WHEN:  Sunday August 14th, 2011  1:15pm

WHERE: Community Church NYC, Gallery Room, 28 East 35th st. betwn Park Ave. & Madison

ADMISSION: Free, donations appreciated 

 

Resistance Cinema wraps up its summer schedule with an historic film that chronicles the development of  one of the most successful examples of worker owned and managed enterprises in the modern world which continues to flourish to this day. This inspiring film examines the industrial cooperatives that arose in Mondragon in the Basque region of Spain in the second half of the 20th century. Shows how Mondragon in twenty years was transformed from a small village to one of the most important industrial centers in Spain with cooperative firms unique in history.

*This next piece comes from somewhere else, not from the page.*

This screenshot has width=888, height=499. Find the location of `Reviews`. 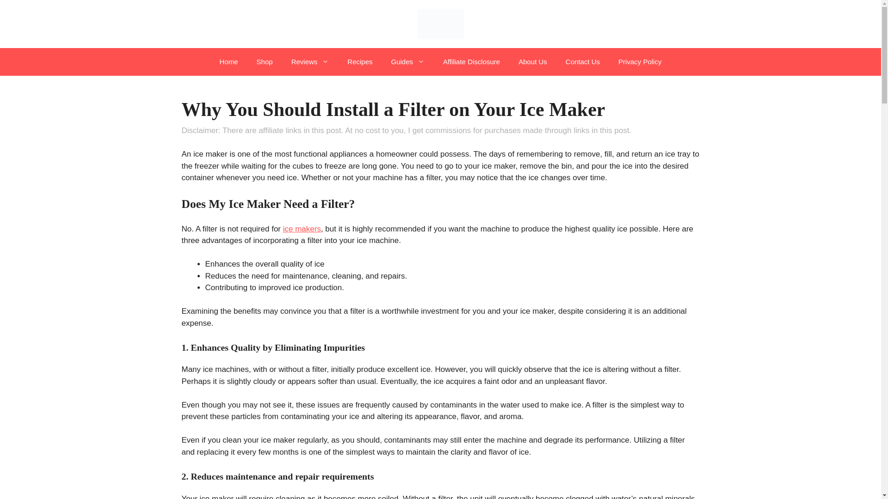

Reviews is located at coordinates (310, 62).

The roots of the "Mondragon experiment" start with Father Jose Maria who in the post Spanish Civil War era studied Catholic social doctrine which rejected both capitalism and Marxism. In the 1940's Don Jose Maria was sent to the village of Mondragon where the Basque church was a bulwark against the total dictatorship of the Franco government. In this situation of poverty, few opportunities for employment and limited available education Don Jose Maria started his life's work. Believing that knowledge is power and that people must raise themselves by their own efforts, Don Jose Maria opened a technical school which was open to all local boys. Five of Don Jose Maria's students opened a factory of their own as a worker cooperative. They based the structure on the ideas of Robert Owen, a 19th century English industrialist who wanted to reform the evils of the industrial revolution and create a new society.

 

While Owen's ideas did not come to fruition in England they have become the basis for a resounding success in Mondragon. The firm opened by Don Jose Maria's students was worker owned and was such a success that by 1979 there were eighty worker owned industrial cooperatives in the Basque country including "second degree" worker cooperatives such as banks, schools, research and development centers, medical care, housing, retail stores and a welfare system.

Not one of the cooperatives has failed.  The film gives a detailed review of the management structure of the cooperatives, the system of capital distribution and reinvestment and how the aim of the cooperative structure is for the benefit of all. Good quality of production and excellent quality of information.